"It is changing the face of terrorism. It is basically bringing it to the United States, to our great citizens. We know the terrorists are barbaric and murderers that attack innocent civilians, as they did in this case"
About this Quote
“It is changing the face of terrorism” is a soldier’s way of issuing a strategic warning while translating military threat-assessment into language that can move a domestic audience. Hugh Shelton isn’t reaching for poetry; he’s doing something more operational: defining a new battlefield in public, in real time. The phrasing marks a shift from terrorism as an overseas problem to terrorism as a home-front reality, a reframing meant to justify new priorities, budgets, and authorities. “Basically bringing it to the United States” isn’t just descriptive; it’s mobilizing. The adverb “basically” functions like a stabilizer, softening the claim’s enormity while still landing the punch.
The subtext is about proximity and permission. By invoking “our great citizens,” Shelton signals who the state exists to protect, and he quietly reassigns the military’s traditional outward gaze toward internal vulnerability. That rhetorical pivot matters: once terrorism is narrated as domestic encroachment, extraordinary measures start to sound like normal prudence. His moral language - “barbaric,” “murderers,” “innocent civilians” - draws a hard ethical line that discourages nuance. It’s not analysis of causes or networks; it’s a values-based categorization that makes decisive response feel not only necessary but righteous.
Contextually, this kind of statement lives in the post-Cold War, pre-9/11 continuum when U.S. officials were grappling with asymmetric threats and the public was still adjusting to the idea that American geography wasn’t a moat. Shelton’s intent is clear: reshape threat perception so the country will accept a new security era before it fully arrives.

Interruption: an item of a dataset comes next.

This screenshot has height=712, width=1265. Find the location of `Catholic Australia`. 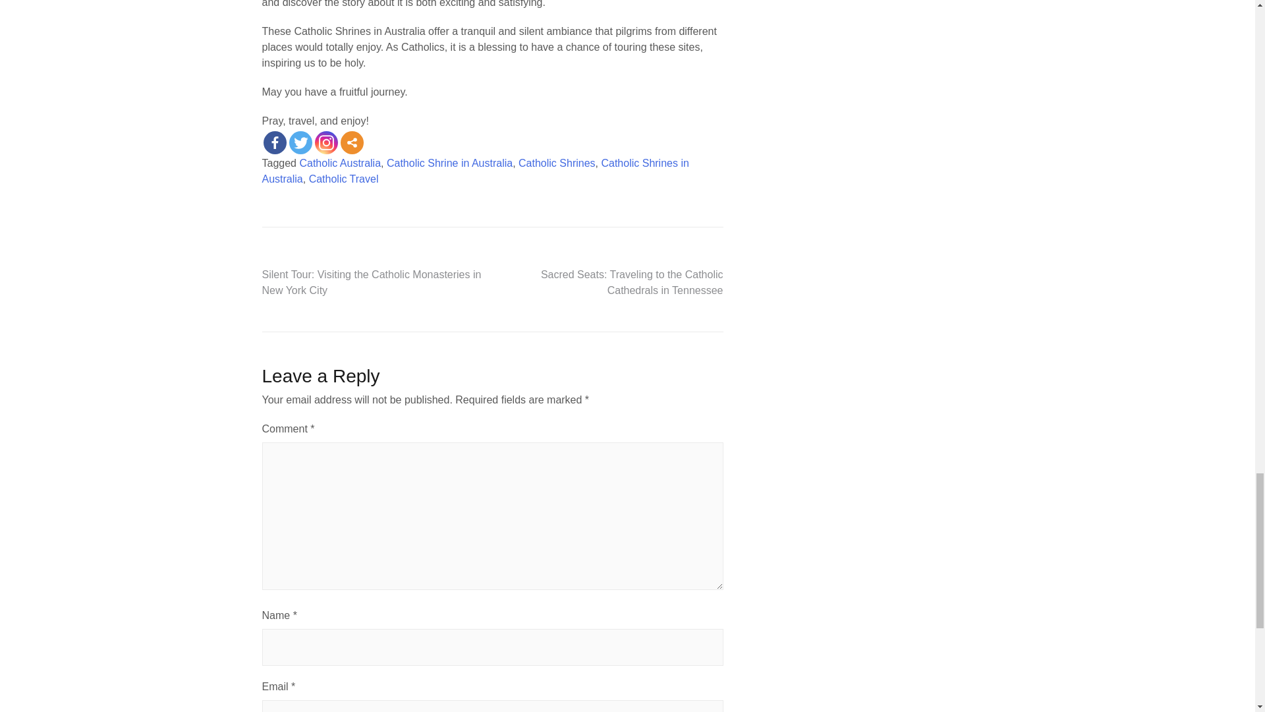

Catholic Australia is located at coordinates (339, 162).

The subtext is about proximity and permission. By invoking “our great citizens,” Shelton signals who the state exists to protect, and he quietly reassigns the military’s traditional outward gaze toward internal vulnerability. That rhetorical pivot matters: once terrorism is narrated as domestic encroachment, extraordinary measures start to sound like normal prudence. His moral language - “barbaric,” “murderers,” “innocent civilians” - draws a hard ethical line that discourages nuance. It’s not analysis of causes or networks; it’s a values-based categorization that makes decisive response feel not only necessary but righteous.
Contextually, this kind of statement lives in the post-Cold War, pre-9/11 continuum when U.S. officials were grappling with asymmetric threats and the public was still adjusting to the idea that American geography wasn’t a moat. Shelton’s intent is clear: reshape threat perception so the country will accept a new security era before it fully arrives.